The Reformation and the Nobility – A Study of the Impact of the Reformation on the Danish Nobility
From c. 1525 to the 1560s
PhD student Rasmus Skovgaard Jakobsen holds an MA in History and Religious Studies. On 1 February 2014 he embarked upon the research project: ‘The Reformation and the Nobility – A Study of the Impact of the Reformation on the Danish Nobility. From c. 1520 to 1570. The PhD project involves collaboration between the History Department of Aarhus University and the Danish Research Centre for Manorial Studies at the Gammel Estrup Manor House Museum.

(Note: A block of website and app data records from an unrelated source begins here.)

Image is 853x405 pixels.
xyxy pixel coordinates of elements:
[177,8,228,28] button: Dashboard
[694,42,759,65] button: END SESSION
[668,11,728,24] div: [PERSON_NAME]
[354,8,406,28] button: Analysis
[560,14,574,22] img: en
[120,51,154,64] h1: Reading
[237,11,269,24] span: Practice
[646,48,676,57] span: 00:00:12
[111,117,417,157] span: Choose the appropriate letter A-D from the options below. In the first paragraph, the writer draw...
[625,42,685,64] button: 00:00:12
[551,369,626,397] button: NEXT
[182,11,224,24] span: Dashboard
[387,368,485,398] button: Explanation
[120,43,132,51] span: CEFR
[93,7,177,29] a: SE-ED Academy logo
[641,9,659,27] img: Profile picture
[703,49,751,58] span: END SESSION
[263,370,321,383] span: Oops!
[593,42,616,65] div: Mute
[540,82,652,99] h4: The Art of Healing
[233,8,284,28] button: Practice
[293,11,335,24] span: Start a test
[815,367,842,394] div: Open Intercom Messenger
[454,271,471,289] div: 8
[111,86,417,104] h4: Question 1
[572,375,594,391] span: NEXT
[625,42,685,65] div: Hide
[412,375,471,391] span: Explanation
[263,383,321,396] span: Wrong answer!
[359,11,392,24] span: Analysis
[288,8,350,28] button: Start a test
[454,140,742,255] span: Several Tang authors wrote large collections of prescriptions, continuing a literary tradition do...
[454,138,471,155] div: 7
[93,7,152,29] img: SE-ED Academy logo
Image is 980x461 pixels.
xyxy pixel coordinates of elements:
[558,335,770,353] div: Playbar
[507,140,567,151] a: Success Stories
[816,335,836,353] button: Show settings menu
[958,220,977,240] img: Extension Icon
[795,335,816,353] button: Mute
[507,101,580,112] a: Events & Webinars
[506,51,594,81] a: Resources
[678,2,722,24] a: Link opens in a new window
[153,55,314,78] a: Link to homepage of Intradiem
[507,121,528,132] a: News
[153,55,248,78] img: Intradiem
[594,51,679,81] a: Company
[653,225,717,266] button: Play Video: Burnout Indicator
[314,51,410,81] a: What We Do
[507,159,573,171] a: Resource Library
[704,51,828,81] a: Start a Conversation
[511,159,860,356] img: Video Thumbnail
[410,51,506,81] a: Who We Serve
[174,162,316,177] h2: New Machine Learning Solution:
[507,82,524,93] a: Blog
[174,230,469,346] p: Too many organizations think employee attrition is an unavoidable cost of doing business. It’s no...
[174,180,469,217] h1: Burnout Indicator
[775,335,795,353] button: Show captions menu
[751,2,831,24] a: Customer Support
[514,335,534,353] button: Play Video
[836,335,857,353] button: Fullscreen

The project is a study of the Reformation’s influence on Danish elite culture in the early 16th century, focusing particularly on the first generation of a selection of noble families to be affected by the Reformation. To investigate how these families were culturally, religiously and socially influenced by the Reformation, the project will combine analyses of the selected families’ manor houses, the churches of which they were patrons, and estate and private archives, with analyses of a social historical, religious historical and cultural historical nature. By means of such a study, the project will reveal how the Lutheran Reformation transformed the very context of the nobility, and what impact it made on them. The project will thereby increase our understanding of the Reformation and its influence on Danish culture, placing the Danish nobility in a new, historic context.